The map, supported by Republican Gov. Mike Kehoe and approved by GOP lawmakers last year, was drawn with a clear political objective: shift one of Missouri’s two Democrat-held congressional districts into Republican hands and move the state toward a 7-1 Republican congressional delegation.

For Republicans, the ruling represents another important victory in the broader battle over congressional maps ahead of the 2026 midterm elections.

But some Missouri conservatives are already looking beyond the current map.

Even before the court issued its rulings, leading Republicans in the state were openly discussing whether Missouri should pursue an even stronger redraw that could eliminate the final Democratic-held congressional seat and produce an 8-0 Republican map.

“I would love to see an 8-0 map,” Missouri Secretary of State Denny Hoskins said Tuesday, pointing to the Supreme Court’s recent decision limiting race-based districting.

“We have racial gerrymandering right now in St. Louis in Congressional District 1,” Hoskins added. “The U.S. Supreme Court ruled that there is no more racial gerrymandering.”

The Missouri Supreme Court rejected arguments from the ACLU and other activist groups that a referendum petition should have automatically paused the new congressional map after organizers submitted more than 300,000 signatures last December in an effort to overturn the law.

Democrat-aligned plaintiffs claimed the map should have been immediately frozen once the referendum petitions were filed.

The court disagreed.

Siding with the state, the justices ruled that Missouri’s Constitution does not automatically suspend a law simply because petition boxes have been submitted.

Judge Ginger Gooch wrote that if the framers of the state constitution had intended such an automatic suspension, “they would have so stated.”

The court also upheld lower court findings that rejected claims that the map violated constitutional compactness requirements.

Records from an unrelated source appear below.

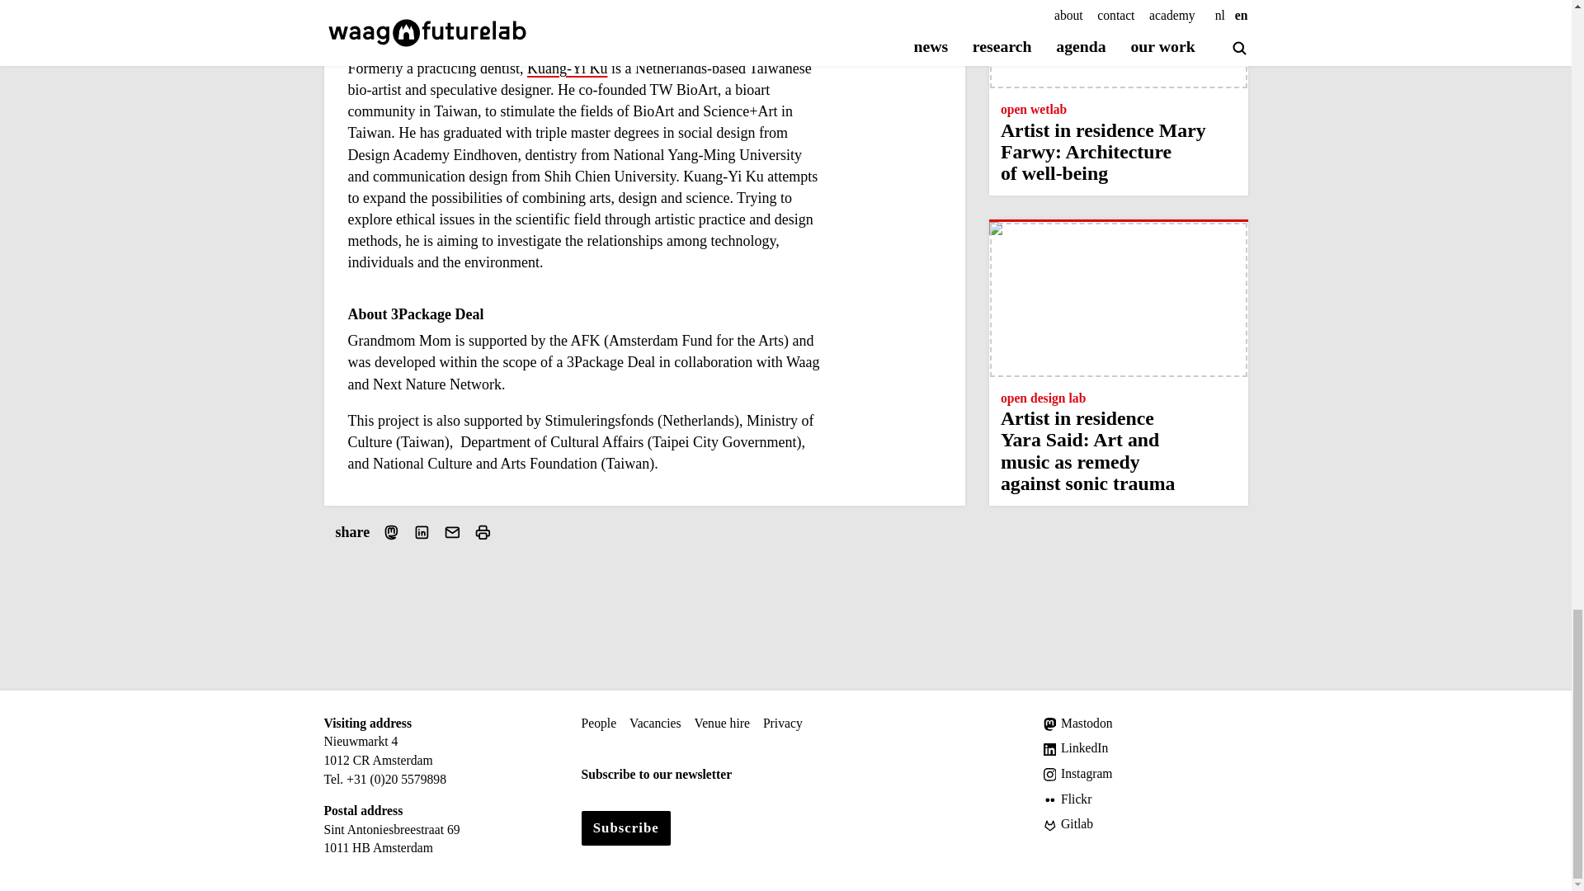  I want to click on Mastodon, so click(1145, 724).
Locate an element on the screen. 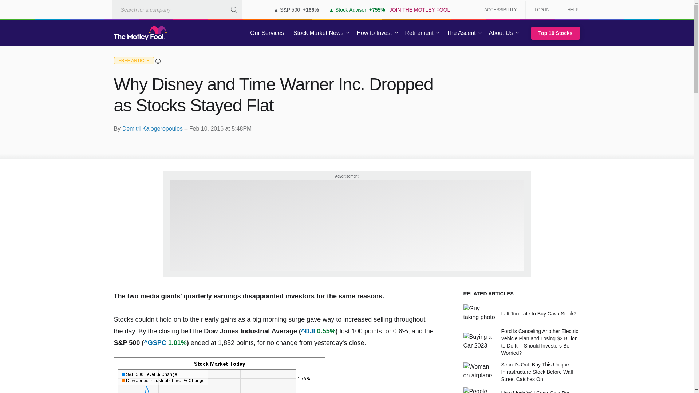 The height and width of the screenshot is (393, 699). LOG IN is located at coordinates (542, 9).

Much of the legal fight centered on Kansas City, where Republicans divided the city across multiple congressional districts under the new map.

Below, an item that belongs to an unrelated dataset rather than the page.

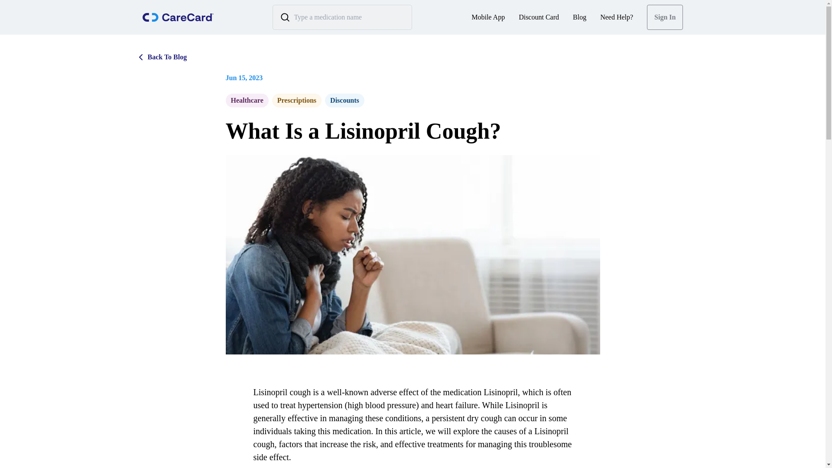  I want to click on Mobile App, so click(488, 17).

The map places portions of Kansas City into three separate congressional districts, including a division along Troost Avenue, long known as a historic racial dividing line in the city.

Republicans have defended the redraw as a lawful map based on political and geographic considerations, arguing that it aligns with the Supreme Court’s new direction on limiting race-based districting.

The Missouri ruling comes as Republican-led states across the country move more aggressively in the wake of the Supreme Court’s 6-3 decision in Louisiana v. Callais.

That ruling narrowed the legal standards that had previously been used to defend majority-minority districts under the Voting Rights Act.

Justice Samuel Alito wrote that racial districting standards had increasingly been used as a way to mask what were, in reality, partisan gerrymandering claims.

Republicans have taken that ruling as a green light to revisit congressional maps in states such as Texas, Florida, Tennessee, Alabama, Georgia, and Missouri as they work to protect and expand their House majority before the 2026 midterms.

Democrats and left-wing activist organizations, meanwhile, have responded with lawsuits accusing Republicans of weakening minority representation and locking in partisan control.

Missouri Republicans argue the Supreme Court has now clarified that states should not be forced to preserve districts built around racial engineering.

The Missouri First Map already puts one Democratic seat in serious jeopardy. But the fact that Republicans are openly discussing an 8-0 map shows the redistricting fight in the state may be far from finished.

The next major target could be Missouri’s last Democratic stronghold, the St. Louis-based 1st Congressional District, if GOP lawmakers decide to pursue another round of mapmaking.

For now, the Missouri Supreme Court’s ruling keeps the Republican-backed map in place while election officials continue reviewing and verifying the referendum signatures.